Background and Motivation

Clinical content in the form of diverse formats such as patient medical records, detailed clinical case reports, or electronic health records (EHR), continues to grow at an unprecedented rate across healthcare systems worldwide, existing in numerous languages beyond English, reflecting the global nature of medical practice. The extensive length of many clinical reports presents a significant barrier for healthcare professionals who must efficiently extract essential clinical information from these documents. Recent advances in generative and encoder-based large language models (LLMs) have demonstrated substantial potential for automated summarization—offering the capability to distill comprehensive clinical narratives into concise summaries retaining critical diagnostic, relevant medical concepts and clinical details while significantly reducing document length.
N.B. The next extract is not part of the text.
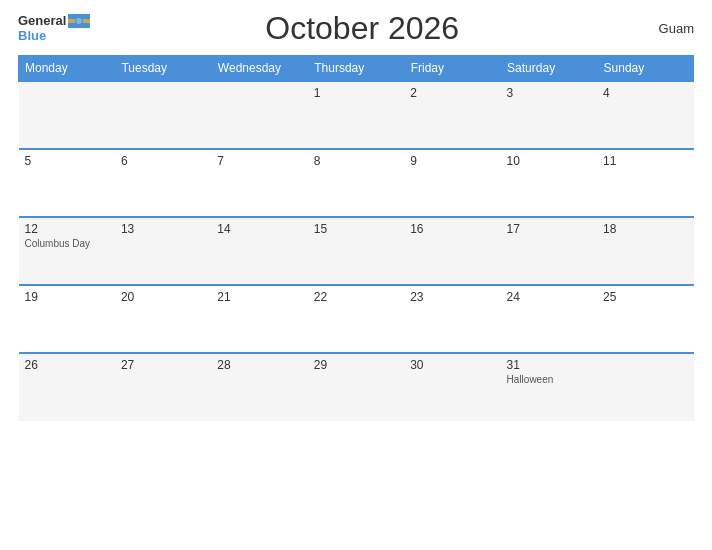 This screenshot has width=712, height=550. Describe the element at coordinates (67, 183) in the screenshot. I see `calendar-day-cell: 5` at that location.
This creates an urgent imperative to rigorously assess and compare the performance of clinical summarization systems across multiple languages.
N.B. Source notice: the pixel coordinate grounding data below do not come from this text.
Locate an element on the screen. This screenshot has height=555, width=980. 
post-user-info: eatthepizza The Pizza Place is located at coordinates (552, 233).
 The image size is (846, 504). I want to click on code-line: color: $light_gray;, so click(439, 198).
We present MultiClinSum-2, the second edition of our shared task focusing on automatic summarization of lengthy clinical case reports across 15 languages: English, French, Spanish, Portuguese, Italian, Russian, Catalan, Norwegian, Danish, Romanian, German, Greek, Dutch, Czech, and Swedish. The task leverages a comprehensive corpus of full clinical cases paired with reference summaries derived from biomedical literature. Automatically generated summaries will be evaluated against gold standard summaries using ROUGE-2 scores and BERTScore, complemented by LLM-as-a-judge approaches for qualitative assessment.